There isn’t an easy way to feel safe in that situation. In the middle of it all, I was just running on adrenaline. I knew where I had to be, and my instincts got me there. It was only after I’d lost him that I began to really comprehend my fear of what I’d just avoided. Talking to the police eased my conscience a little (mostly the idea that if I told someone they could stop him from going back to the same spot and waiting for someone else) but did little to reassure me.
Sexual assault is very much a gendered issue. There’s a really pernicious idea in the dialogue around sexual assault that because men are assaulted too, women shouldn’t be allowed to talk about assault in a way that places any blame on men: that if women really cared about sexual assault they’d do more to uplift male survivors and centre their stories.
I hated this idea before last night, and I hate it even more now.

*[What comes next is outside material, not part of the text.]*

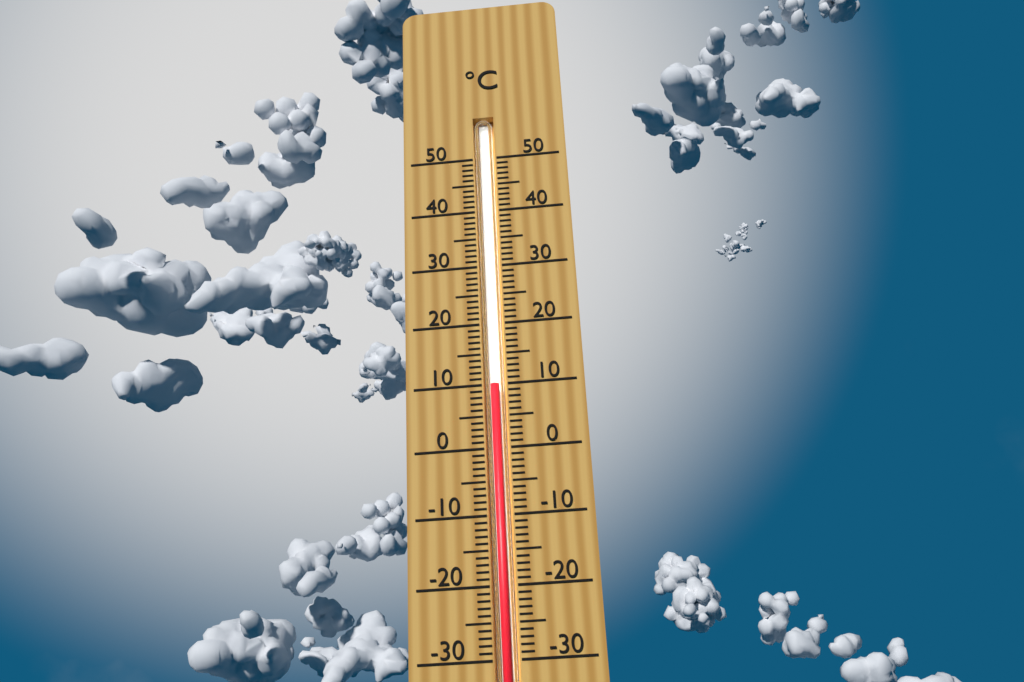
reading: 10 °C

It’s mostly trumpeted by people who have never experienced assault first-hand, and who do nothing themselves to support this cause about which they are apparently so passionate, beyond shouting down feminists and women who have survived abuse with “what about the men?” Why should women, who still overwhelmingly dominate every possible statistic as victims of abuse, have to shoulder that burden too?
All this despite two interesting facts about last night: firstly, that it was a man that assaulted me; and secondly, that as I tweeted about it afterwards, it was overwhelmingly women who sent messages of love, sympathy, and support.

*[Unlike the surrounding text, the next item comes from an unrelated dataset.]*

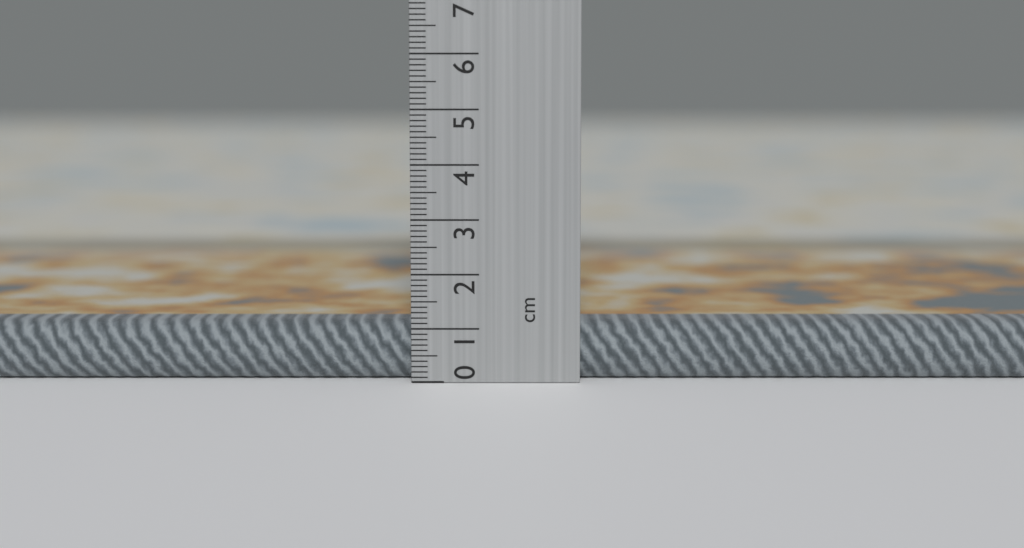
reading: 1.1 cm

What I have learned is a little bit of what it feels like to so narrowly escape something much worse. What it is to wish any of the fifty people you walk past could see what was happening. What it is to feel someone’s hand around your neck hours later. What it is to remember a single detail (the colour of his jacket, the way the courtyard outside Sweet Mother’s Kitchen has never stretched quite so far, the particular way someone can say the word “ugly”) and choke everything back up again that you thought you’d long since swallowed and digested.
I’m not writing this to women, to say look, this stuff happens to men too. I’m not writing this to say that now I’ve experienced even the very broadest definition of sexual assault first-hand I suddenly care much more about it. I’m writing this to other men, men who can read this and say, oh, that’s what it would feel like for me, I never knew. My hope is that, as a man reading this, you can use it to help you to listen, instead of giving us reasons to make more noise.
Yes, this happens to men too. No, it shouldn’t happen to anyone. But, men! Don’t let’s use that to dump more on women than they are already dealing with from a culture that we let hide amongst us because it’s easier than confronting it and dealing with it. Listen to women. Believe women. Confront the rotting, festering shit in our society that makes it possible for people to get away with this and think it’s okay to treat other human beings like this.
I love this city. I love the people I’ve met here. But I’m sitting in my lounge with the door still bolted, listening to the band I saw live last night, trying to go back to before a stranger made me fear for my life. And I just want to be able to walk home again.